Former Canadian MP David Kilgour speaks at a rally on Parliament Hill in Ottawa about his report into organ harvesting in China. (Matthew Hildebrand/The Epoch Times)
We all regret how some Europeans and their governments treated many African peoples over many years. What China’s party-state is doing in natural resource-rich nations today, has clear parallels with earlier colonial practices.
For context, I refer to the Economist’s Jan. 21 survey on state capitalism, which makes these points:
• State capitalism, going back to Japan in the 1950s and Germany in the 1870s, sees itself as an alternative to liberal capitalism by fusing the power of government with capitalism through such mechanisms as listing government-owned companies on international stock markets. The Chinese party-state is the largest shareholder in the country’s 150 largest companies and directs thousands of others.
The Economist quotes a central bank of China estimate that between the mid-1990s and 2008 some 16,000–18,000 Chinese officials and executives of state-owned companies “made off with a total of $123 billion.”
• A culture of corruption permeates China’s economy today, with Transparency International ranking it far down its list at 75th place on its perceived corruption index for 2011. The Economist quotes a central bank of China estimate that between the mid-1990s and 2008 some 16,000–18,000 Chinese officials and executives of state-owned companies “made off with a total of $123 billion.” The survey concludes, “By turning companies into organs of the government, state capitalism simultaneously concentrates power and corrupts it.”
Premier Wen Jiabao, China’s senior economic official, said on March 14, “Without the success of political structural reform, it is impossible for us to fully institute economic structural reform. The gains we have made … may be lost, new problems that have cropped up in China’s society cannot be fundamentally resolved and such [a] historical tragedy as the Cultural Revolution may happen again.” Wen has since courageously added that the state-controlled banks are a “monopoly” that must be broken.
Governance
Let’s look next at governance. “The Party” was published in 2010 by Richard McGregor, former China bureau chief for the Financial Times. It documents the continuing Party grip on the government, courts, media, and military. Among its observations:
• “Top leaders adhere to Marxism in their public statements, even as they depend on a ruthless private sector to create jobs. The Party preaches equality, while presiding over incomes as unequal as anywhere in Asia.” (Among the handpicked delegates at the recent National People’s Congress were 61 billionaires. The net worth of the 70 richest delegates added more to their wealth last year than the combined net worth of all 535 members of the U.S. Congress, President Obama, and his Cabinet, and the nine Supreme Court justices, according to Bloomberg News, Feb. 26, 2012).
• “[The Party] has eradicated or emasculated political rivals; eliminated the autonomy of the courts and press; restricted religion and civil society; denigrated rival versions of nationhood; centralized political power; established extensive networks of security police; and dispatched dissidents to labor camps.”
At a recent conference on Tibet in Ottawa, addressed by His Holiness the Dalai Lama, with parliamentarians from about 30 countries participating, points were made by a number of China experts. I’ll mention only a few:
• Public anger about social, political, and economic conditions across China is growing, with 180,000 public protests reported during 2011 alone. One-party authoritarian governance has no democratic legitimacy; the so-called “performance legitimacy” will disappear overnight if the economy stalls, probably precipitated by a burst housing bubble. Dealing effectively with government corruption requires multiparty democracy, independent judges, and the rule of law.
• All of the candidates for membership on the Standing Committee of the Party, including President-designate Xi Jinping, suffered during Mao’s Cultural Revolution. They know that all modern societies are democracies and that Premier Wen is correct that without political reform China faces a dead end. The self-explosion of Bo Xilai and others demonstrated for the world the flaws of political Leninism.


## [EXERCISE DESCRIPTION]
Output the complete listing exactly, please, and keep the pictures out of it.

## [EXERCISE INPUTS]
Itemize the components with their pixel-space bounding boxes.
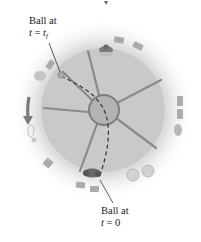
label-final-line1: Ball at: [29, 15, 57, 27]
label-ball-initial: Ball at t = 0: [101, 205, 129, 229]
ball-final: [58, 72, 64, 78]
hub: [89, 95, 119, 125]
label-final-line2: t = tf: [29, 27, 57, 42]
label-ball-final: Ball at t = tf: [29, 15, 57, 42]
person-thrower: [83, 169, 101, 178]
label-initial-line2: t = 0: [101, 217, 129, 229]
top-marker-icon: [104, 1, 108, 5]
label-initial-line1: Ball at: [101, 205, 129, 217]
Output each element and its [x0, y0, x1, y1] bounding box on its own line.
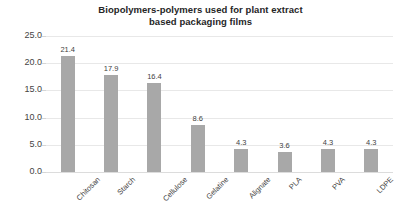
bar[interactable]	[104, 75, 118, 172]
category-slot: PVA	[306, 172, 349, 222]
x-axis-category-labels: ChitosanStarchCelluloseGelatineAlignateP…	[46, 172, 393, 222]
bar-value-label: 3.6	[279, 142, 289, 150]
bar-slot: 16.4	[133, 36, 176, 172]
bar-slot: 4.3	[306, 36, 349, 172]
bar-slot: 17.9	[89, 36, 132, 172]
bar-slot: 3.6	[263, 36, 306, 172]
y-axis-tick-label: 15.0	[2, 85, 42, 94]
bar-slot: 4.3	[350, 36, 393, 172]
y-axis-tick-labels: 0.05.010.015.020.025.0	[0, 36, 42, 172]
category-slot: PLA	[263, 172, 306, 222]
category-slot: LDPE	[350, 172, 393, 222]
category-slot: Cellulose	[133, 172, 176, 222]
bar[interactable]	[364, 149, 378, 172]
bar-value-label: 21.4	[60, 46, 75, 54]
y-axis-tick-label: 5.0	[2, 140, 42, 149]
x-axis-category-label: LDPE	[375, 175, 395, 195]
bar[interactable]	[234, 149, 248, 172]
category-slot: Starch	[89, 172, 132, 222]
chart-title: Biopolymers-polymers used for plant extr…	[0, 4, 401, 27]
bar-slot: 21.4	[46, 36, 89, 172]
category-slot: Alignate	[220, 172, 263, 222]
bar[interactable]	[147, 83, 161, 172]
bar-value-label: 4.3	[323, 139, 333, 147]
y-axis-tick-label: 20.0	[2, 58, 42, 67]
bar[interactable]	[321, 149, 335, 172]
x-axis-category-label: PVA	[330, 175, 347, 192]
bar-chart: Biopolymers-polymers used for plant extr…	[0, 0, 401, 222]
bar-slot: 8.6	[176, 36, 219, 172]
category-slot: Gelatine	[176, 172, 219, 222]
bar-value-label: 17.9	[104, 65, 119, 73]
bar-value-label: 16.4	[147, 73, 162, 81]
bar-value-label: 4.3	[236, 139, 246, 147]
plot-area: 21.417.916.48.64.33.64.34.3	[46, 36, 393, 172]
bar[interactable]	[278, 152, 292, 172]
y-axis-tick-label: 25.0	[2, 31, 42, 40]
bar[interactable]	[191, 125, 205, 172]
bar[interactable]	[61, 56, 75, 172]
y-axis-tick-label: 10.0	[2, 113, 42, 122]
y-axis-tick-label: 0.0	[2, 167, 42, 176]
x-axis-category-label: PLA	[287, 175, 303, 191]
bar-slot: 4.3	[220, 36, 263, 172]
category-slot: Chitosan	[46, 172, 89, 222]
bar-value-label: 4.3	[366, 139, 376, 147]
bar-value-label: 8.6	[193, 115, 203, 123]
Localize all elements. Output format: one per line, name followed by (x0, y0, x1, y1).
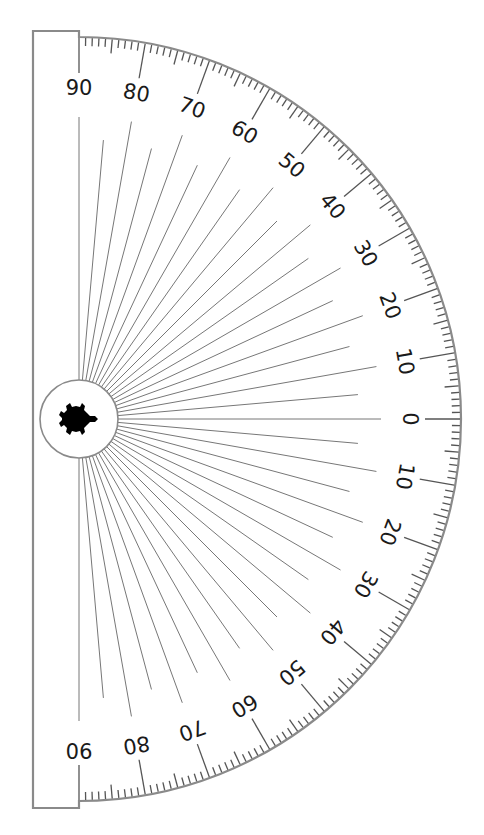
tick-mark (105, 39, 106, 47)
degree-label-upper: 10 (391, 346, 419, 376)
tick-mark (451, 392, 459, 393)
tick-mark (450, 458, 458, 459)
tick-mark (450, 379, 458, 380)
tick-mark (118, 790, 119, 798)
degree-label-lower: 90 (66, 738, 93, 762)
degree-label-upper: 80 (121, 79, 151, 107)
degree-label-upper: 90 (66, 76, 93, 100)
tick-mark (118, 40, 119, 48)
protractor: 9080706050403020100102030405060708090 (0, 0, 484, 835)
tick-mark (105, 791, 106, 799)
degree-label-lower: 10 (391, 461, 419, 491)
degree-label-upper: 0 (398, 412, 422, 425)
degree-label-lower: 80 (121, 731, 151, 759)
tick-mark (451, 445, 459, 446)
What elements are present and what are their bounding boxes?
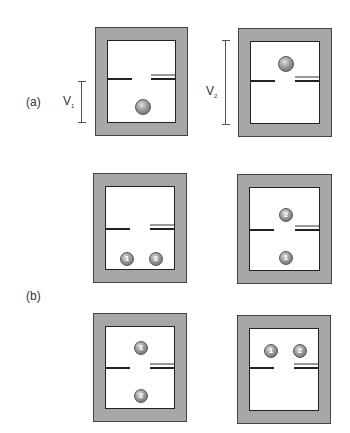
partition-left [250, 367, 274, 369]
partition-left [106, 367, 130, 369]
v2-symbol: V [206, 84, 214, 98]
partition-right [150, 228, 174, 230]
partition-right [151, 78, 175, 80]
partition-right-upper [151, 74, 175, 76]
particle-2: 2 [149, 252, 163, 266]
v1-symbol: V [63, 94, 71, 108]
particle [135, 99, 151, 115]
chamber: 1 2 [105, 326, 175, 409]
panel-b-label: (b) [26, 289, 41, 303]
partition-right [295, 229, 319, 231]
particle-1: 1 [120, 252, 134, 266]
volume-v2-label: V2 [206, 84, 217, 99]
partition-right-upper [150, 224, 174, 226]
partition-right [295, 80, 319, 82]
particle [278, 56, 294, 72]
v2-subscript: 2 [214, 93, 217, 99]
panel-a-label: (a) [26, 95, 41, 109]
particle-2: 2 [134, 389, 148, 403]
v1-subscript: 1 [71, 103, 74, 109]
container-b-2: 2 1 [237, 174, 332, 284]
container-b-1: 1 2 [93, 173, 187, 283]
partition-right-upper [295, 225, 319, 227]
container-a-left [95, 27, 188, 136]
particle-2: 2 [293, 344, 307, 358]
particle-2: 2 [279, 208, 293, 222]
partition-right-upper [295, 76, 319, 78]
partition-right-upper [150, 363, 174, 365]
partition-right-upper [294, 363, 318, 365]
chamber [250, 41, 320, 124]
volume-v1-bracket [81, 81, 90, 123]
partition-left [250, 229, 274, 231]
volume-v1-label: V1 [63, 94, 74, 109]
partition-left [108, 78, 132, 80]
partition-left [106, 228, 130, 230]
partition-right [150, 367, 174, 369]
partition-left [251, 80, 275, 82]
container-a-right [238, 28, 332, 137]
particle-1: 1 [279, 251, 293, 265]
chamber: 2 1 [249, 187, 320, 271]
container-b-4: 1 2 [237, 315, 331, 424]
particle-1: 1 [134, 341, 148, 355]
chamber: 1 2 [249, 328, 319, 411]
partition-right [294, 367, 318, 369]
particle-1: 1 [264, 344, 278, 358]
chamber [107, 40, 176, 123]
container-b-3: 1 2 [93, 313, 187, 422]
chamber: 1 2 [105, 186, 175, 270]
volume-v2-bracket [225, 40, 234, 125]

## [TASK OUTPUT]
Itemize the components with their pixel-space bounding boxes.
label-final-line1: Ball at: [29, 15, 57, 27]
label-ball-initial: Ball at t = 0: [101, 205, 129, 229]
ball-final: [58, 72, 64, 78]
hub: [89, 95, 119, 125]
label-final-line2: t = tf: [29, 27, 57, 42]
label-ball-final: Ball at t = tf: [29, 15, 57, 42]
person-thrower: [83, 169, 101, 178]
label-initial-line2: t = 0: [101, 217, 129, 229]
top-marker-icon: [104, 1, 108, 5]
label-initial-line1: Ball at: [101, 205, 129, 217]
Output each element and its [x0, y0, x1, y1] bounding box on its own line.
bar[interactable]	[104, 75, 118, 172]
category-slot: PVA	[306, 172, 349, 222]
x-axis-category-labels: ChitosanStarchCelluloseGelatineAlignateP…	[46, 172, 393, 222]
bar-value-label: 3.6	[279, 142, 289, 150]
bar-slot: 16.4	[133, 36, 176, 172]
bar-slot: 4.3	[306, 36, 349, 172]
bar-slot: 17.9	[89, 36, 132, 172]
bar-slot: 3.6	[263, 36, 306, 172]
y-axis-tick-label: 15.0	[2, 85, 42, 94]
bar-slot: 4.3	[350, 36, 393, 172]
y-axis-tick-labels: 0.05.010.015.020.025.0	[0, 36, 42, 172]
category-slot: PLA	[263, 172, 306, 222]
category-slot: LDPE	[350, 172, 393, 222]
category-slot: Cellulose	[133, 172, 176, 222]
bar[interactable]	[364, 149, 378, 172]
bar-value-label: 21.4	[60, 46, 75, 54]
y-axis-tick-label: 5.0	[2, 140, 42, 149]
x-axis-category-label: LDPE	[375, 175, 395, 195]
bar[interactable]	[234, 149, 248, 172]
category-slot: Starch	[89, 172, 132, 222]
chart-title: Biopolymers-polymers used for plant extr…	[0, 4, 401, 27]
bar-slot: 21.4	[46, 36, 89, 172]
category-slot: Alignate	[220, 172, 263, 222]
bar[interactable]	[147, 83, 161, 172]
bar-value-label: 4.3	[323, 139, 333, 147]
y-axis-tick-label: 20.0	[2, 58, 42, 67]
bar[interactable]	[321, 149, 335, 172]
x-axis-category-label: PVA	[330, 175, 347, 192]
bar-chart: Biopolymers-polymers used for plant extr…	[0, 0, 401, 222]
bar-slot: 8.6	[176, 36, 219, 172]
category-slot: Gelatine	[176, 172, 219, 222]
bar-value-label: 17.9	[104, 65, 119, 73]
bar-value-label: 16.4	[147, 73, 162, 81]
bar-value-label: 4.3	[236, 139, 246, 147]
plot-area: 21.417.916.48.64.33.64.34.3	[46, 36, 393, 172]
bar[interactable]	[278, 152, 292, 172]
y-axis-tick-label: 25.0	[2, 31, 42, 40]
bar[interactable]	[191, 125, 205, 172]
bar[interactable]	[61, 56, 75, 172]
y-axis-tick-label: 10.0	[2, 113, 42, 122]
y-axis-tick-label: 0.0	[2, 167, 42, 176]
x-axis-category-label: PLA	[287, 175, 303, 191]
bar-slot: 4.3	[220, 36, 263, 172]
category-slot: Chitosan	[46, 172, 89, 222]
bar-value-label: 4.3	[366, 139, 376, 147]
bar-value-label: 8.6	[193, 115, 203, 123]
Localize all elements. Output format: one per line, name followed by (x0, y0, x1, y1).
tick-mark (105, 39, 106, 47)
degree-label-upper: 10 (391, 346, 419, 376)
tick-mark (451, 392, 459, 393)
tick-mark (450, 458, 458, 459)
tick-mark (450, 379, 458, 380)
tick-mark (118, 790, 119, 798)
degree-label-lower: 90 (66, 738, 93, 762)
degree-label-upper: 80 (121, 79, 151, 107)
degree-label-upper: 90 (66, 76, 93, 100)
tick-mark (118, 40, 119, 48)
protractor: 9080706050403020100102030405060708090 (0, 0, 484, 835)
tick-mark (105, 791, 106, 799)
degree-label-lower: 10 (391, 461, 419, 491)
degree-label-upper: 0 (398, 412, 422, 425)
degree-label-lower: 80 (121, 731, 151, 759)
tick-mark (451, 445, 459, 446)
What elements are present and what are their bounding boxes?
partition-left [250, 367, 274, 369]
partition-left [106, 367, 130, 369]
v2-symbol: V [206, 84, 214, 98]
partition-right [150, 228, 174, 230]
partition-right [151, 78, 175, 80]
partition-right-upper [151, 74, 175, 76]
particle-2: 2 [149, 252, 163, 266]
v1-symbol: V [63, 94, 71, 108]
particle [135, 99, 151, 115]
chamber: 1 2 [105, 326, 175, 409]
panel-b-label: (b) [26, 289, 41, 303]
partition-right [295, 229, 319, 231]
particle-1: 1 [120, 252, 134, 266]
volume-v2-label: V2 [206, 84, 217, 99]
partition-right-upper [150, 224, 174, 226]
partition-right [295, 80, 319, 82]
particle [278, 56, 294, 72]
v2-subscript: 2 [214, 93, 217, 99]
panel-a-label: (a) [26, 95, 41, 109]
particle-2: 2 [134, 389, 148, 403]
v1-subscript: 1 [71, 103, 74, 109]
container-b-2: 2 1 [237, 174, 332, 284]
container-b-1: 1 2 [93, 173, 187, 283]
partition-right-upper [295, 225, 319, 227]
container-a-left [95, 27, 188, 136]
particle-2: 2 [293, 344, 307, 358]
particle-2: 2 [279, 208, 293, 222]
partition-right-upper [295, 76, 319, 78]
partition-right-upper [150, 363, 174, 365]
partition-right-upper [294, 363, 318, 365]
chamber [250, 41, 320, 124]
volume-v1-bracket [81, 81, 90, 123]
partition-left [250, 229, 274, 231]
volume-v1-label: V1 [63, 94, 74, 109]
partition-left [108, 78, 132, 80]
partition-left [106, 228, 130, 230]
partition-right [150, 367, 174, 369]
partition-left [251, 80, 275, 82]
container-a-right [238, 28, 332, 137]
particle-1: 1 [279, 251, 293, 265]
chamber: 2 1 [249, 187, 320, 271]
container-b-4: 1 2 [237, 315, 331, 424]
particle-1: 1 [134, 341, 148, 355]
chamber: 1 2 [249, 328, 319, 411]
partition-right [294, 367, 318, 369]
particle-1: 1 [264, 344, 278, 358]
chamber [107, 40, 176, 123]
container-b-3: 1 2 [93, 313, 187, 422]
chamber: 1 2 [105, 186, 175, 270]
volume-v2-bracket [225, 40, 234, 125]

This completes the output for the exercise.